Ryanair Urges Germany to Scrap Air Travel Tax

Ryanair has criticised Germany’s national tourism strategy, arguing that it overlooks what the airline calls the country’s biggest obstacle to recovery: Europe’s highest access costs. Passenger traffic in Germany remains at 89% of pre-pandemic levels, with carriers shifting capacity to markets where aviation taxes and airport charges have been reduced or removed. The airline says visitor numbers will not recover while these costs remain in place.
According to Ryanair, the recent €3 reduction in Germany’s air passenger tax does little to address the issue, as the country still applies one of the highest aviation taxes in Europe. The carrier insists that any credible tourism plan must begin with aviation policy and calls for the full abolition of the tax rather than a limited cut scheduled for July 2026.
“Publishing a national tourism strategy without competitive access costs is a complete waste of time. Aviation brings tourists, and as long as Germany fails to address its high and uncompetitive access costs, this so-called ‘strategy’ is nothing more than a lot of talk without concrete action. The strategy document contains only a single paragraph on air access in the German market, without any recommendation to significantly reduce access costs in order to stimulate tourism growth."
The airline argues that Germany’s competitiveness is weakened by a combination of passenger tax, air traffic control charges and airport fees. Instead of tackling these structural costs, Berlin has, in Ryanair’s view, published a strategy that fails to confront the reasons airlines are reallocating aircraft elsewhere in the EU. The company maintains that without lower access costs, traffic will struggle to return to pre-crisis volumes.
What Ryanair says could change
- Traffic could double to 34 million passengers
- Up to 30 additional aircraft could be based in Germany
- Thousands of new jobs could be created nationwide
Ryanair points to countries such as Sweden, Hungary and Albania, as well as regions in Italy, where aviation taxes have been scrapped or reduced to stimulate traffic and employment. It says similar reforms in Germany would allow it to expand significantly using its existing order of Boeing 737 MAX 10 aircraft.
The debate highlights a broader question about how Germany intends to rebuild inbound tourism. If access costs remain high, airlines may continue to favour more competitive markets. If they fall, capacity could return more quickly, increasing seat supply and potentially stabilising fares. The outcome will shape how easily international visitors can reach German cities in the coming years.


■ **WHAT YOU ARE ASKED TO DO**
Pictures excluded, output the lines of the data below between the one holding "Locate an element on the screen. This" and the one holding "Task: Click on the div: item level", inclusive, exactly as they stand.

■ **MATERIAL PROVIDED**

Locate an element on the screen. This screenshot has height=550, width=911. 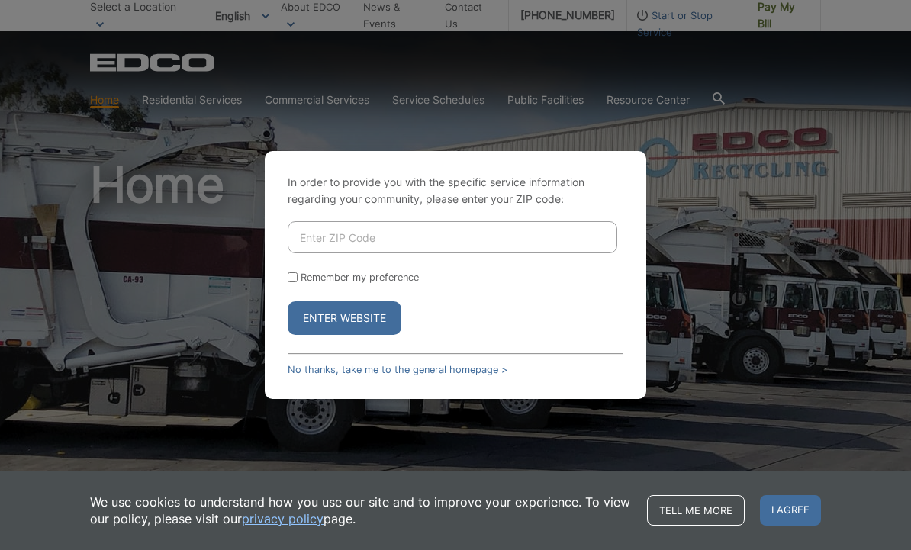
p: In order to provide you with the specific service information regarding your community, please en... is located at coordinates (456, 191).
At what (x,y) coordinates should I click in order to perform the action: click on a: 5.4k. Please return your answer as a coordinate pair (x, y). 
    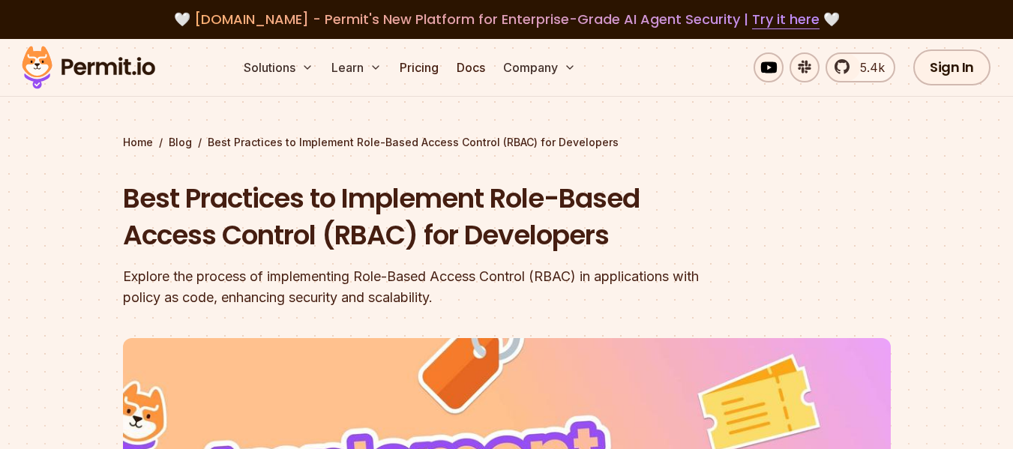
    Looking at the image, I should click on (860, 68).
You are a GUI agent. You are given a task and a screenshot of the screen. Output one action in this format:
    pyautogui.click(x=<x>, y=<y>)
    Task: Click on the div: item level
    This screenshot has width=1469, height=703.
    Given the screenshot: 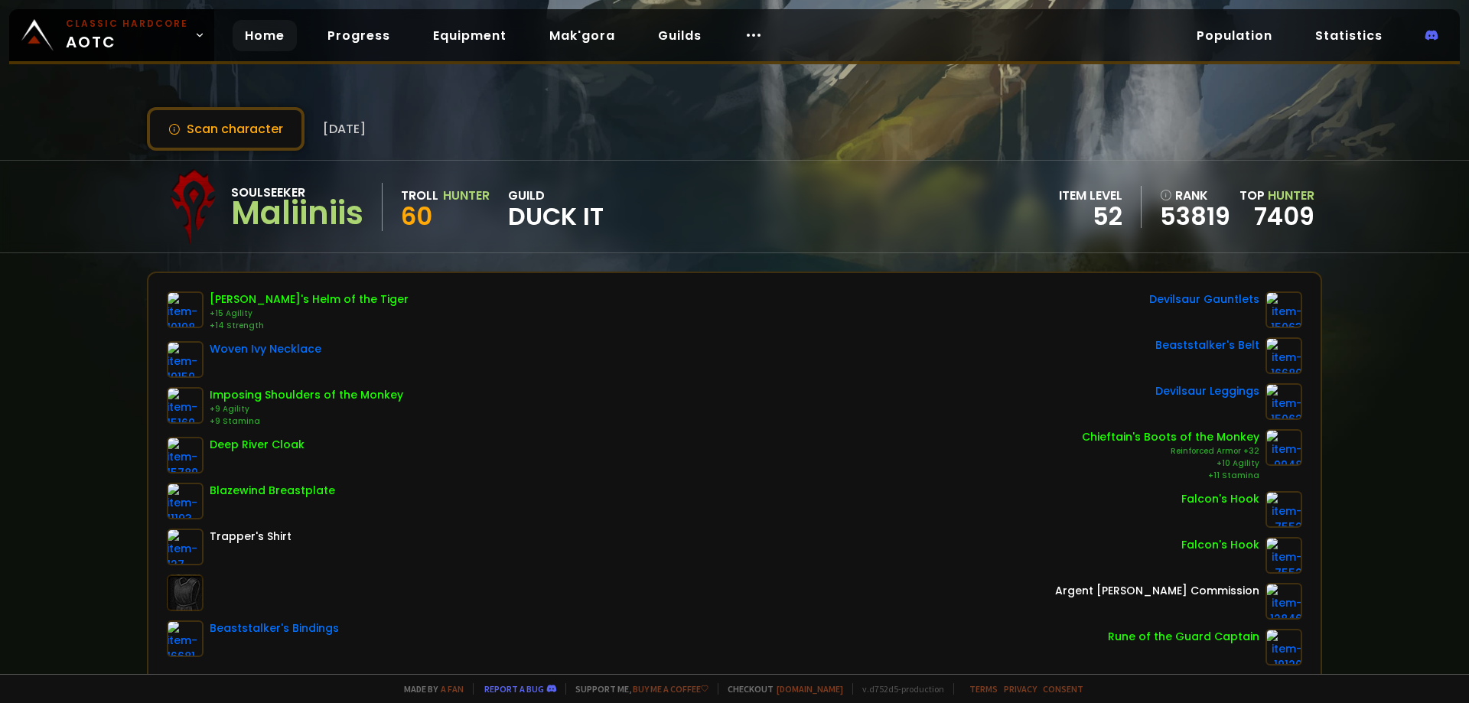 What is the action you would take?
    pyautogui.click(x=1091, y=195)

* * *

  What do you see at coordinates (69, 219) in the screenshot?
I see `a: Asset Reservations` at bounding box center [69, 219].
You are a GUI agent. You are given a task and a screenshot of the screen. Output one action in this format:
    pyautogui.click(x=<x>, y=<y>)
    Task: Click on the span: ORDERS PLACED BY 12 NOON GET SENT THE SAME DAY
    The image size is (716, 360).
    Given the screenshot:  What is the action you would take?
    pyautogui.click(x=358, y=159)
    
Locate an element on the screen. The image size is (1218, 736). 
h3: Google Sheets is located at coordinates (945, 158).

■ **EXERCISE SOLUTION**
Locate an element on the screen. This screenshot has height=550, width=911. 
p: In order to provide you with the specific service information regarding your community, please en... is located at coordinates (456, 191).
At what (x,y) coordinates should I click in order to perform the action: click on a: 5.4k. Please return your answer as a coordinate pair (x, y). 
    Looking at the image, I should click on (860, 68).
You are a GUI agent. You are given a task and a screenshot of the screen. Output one action in this format:
    pyautogui.click(x=<x>, y=<y>)
    Task: Click on the div: item level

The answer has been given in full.